Abramoff, DeLay sell selves to highest bidder
June 28, 2005
House Majority Leader Tom DeLay has disgraced the Texas voters who helped bring him to power.
He has come to embody the very image of a corrupt politician, selling his influence to the highest bidder. DeLay's unholy alliance with lobbyist Jack Abramoff is a perfect example.
The Senate Indian Affairs Committee recently looked into charges that Abramoff and a lobbying partner had bilked millions of dollars out of American Indian tribes. The FBI is investigating how he and his firm allegedly cheated these groups out of more than $66 million in exchange for persuading Congress to expand gaming rights. Abramoff's chief selling point among his Indian clients was his direct access to DeLay.
DeLay and his family made numerous trips and received gifts paid for by the lobbyist's clients, which is forbidden by congressional ethics rules. These contributions were lightly laundered through a nonprofit organization, the National Center for Public Research Policy. Abramoff was on the board of the Center.
Records from Abramoff's firm indicate that DeLay and his top aides were often in daily contact with the lobbyist when his clients were making contributions to the same nonprofit group that paid for the congressman's travel.
Despite all this, DeLay continues to pound the fist of moral authority.
Abramoff and DeLay exemplify the American ethos that winning makes everything right. Abramoff routinely referred to his tribal clients as troglodytes and morons. Although there is overt bigotry suggested in this behavior, the truth is that the racism seems purely incidental, and that the Indians were simply the patsies of the moment.
The fact is that none of the players in this debacle emerges clean. It turns out that the Choctaw of Mississippi hired Abramoff to help deter gaming efforts by competing tribes.
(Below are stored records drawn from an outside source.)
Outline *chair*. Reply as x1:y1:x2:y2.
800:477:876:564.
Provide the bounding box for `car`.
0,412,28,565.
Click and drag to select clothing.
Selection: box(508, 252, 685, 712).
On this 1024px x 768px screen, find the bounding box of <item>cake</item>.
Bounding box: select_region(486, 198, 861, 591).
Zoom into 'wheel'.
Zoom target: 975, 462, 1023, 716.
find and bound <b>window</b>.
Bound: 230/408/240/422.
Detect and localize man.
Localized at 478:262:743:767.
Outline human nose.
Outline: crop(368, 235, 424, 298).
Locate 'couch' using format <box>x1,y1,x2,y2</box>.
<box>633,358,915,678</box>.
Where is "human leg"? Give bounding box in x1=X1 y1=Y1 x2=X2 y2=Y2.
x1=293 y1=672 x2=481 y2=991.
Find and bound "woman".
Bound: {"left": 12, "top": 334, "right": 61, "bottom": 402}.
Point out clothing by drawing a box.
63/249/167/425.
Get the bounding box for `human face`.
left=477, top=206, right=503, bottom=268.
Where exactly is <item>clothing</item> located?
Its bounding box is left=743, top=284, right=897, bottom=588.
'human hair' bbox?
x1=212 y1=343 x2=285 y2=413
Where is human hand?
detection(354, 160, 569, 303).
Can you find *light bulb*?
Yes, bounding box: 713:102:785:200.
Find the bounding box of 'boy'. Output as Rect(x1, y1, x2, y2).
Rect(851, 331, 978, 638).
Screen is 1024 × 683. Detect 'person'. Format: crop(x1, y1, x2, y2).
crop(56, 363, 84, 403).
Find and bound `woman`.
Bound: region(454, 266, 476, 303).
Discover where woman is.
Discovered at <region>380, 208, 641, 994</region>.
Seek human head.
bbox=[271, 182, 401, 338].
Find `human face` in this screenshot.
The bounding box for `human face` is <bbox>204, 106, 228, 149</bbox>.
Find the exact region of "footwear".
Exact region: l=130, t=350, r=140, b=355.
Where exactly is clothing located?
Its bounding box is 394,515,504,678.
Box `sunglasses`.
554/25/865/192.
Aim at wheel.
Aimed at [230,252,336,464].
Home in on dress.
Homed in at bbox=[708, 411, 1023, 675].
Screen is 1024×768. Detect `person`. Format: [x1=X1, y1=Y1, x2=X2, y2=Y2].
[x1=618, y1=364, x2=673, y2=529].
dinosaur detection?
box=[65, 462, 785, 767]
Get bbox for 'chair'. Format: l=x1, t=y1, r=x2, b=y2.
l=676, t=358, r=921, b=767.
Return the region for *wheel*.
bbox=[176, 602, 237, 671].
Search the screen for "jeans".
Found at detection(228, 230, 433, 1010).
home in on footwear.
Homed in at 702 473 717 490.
DeLay and Abramoff were bound together by a common interest in religious values. Abramoff, an orthodox Jew, and DeLay, a conservative Baptist, met during the airing of a conservative radio talk show. It is divinely ironic that their ultimate disgrace may be tied up with poor ethics.
Mary Annette Pember, Red Cliff Ojibwe, is past president of the Native American Journalists Association. She is currently lives and works as an independent journalist in Cincinnati. She can be reached at pmproj [at] progressive [dot] org.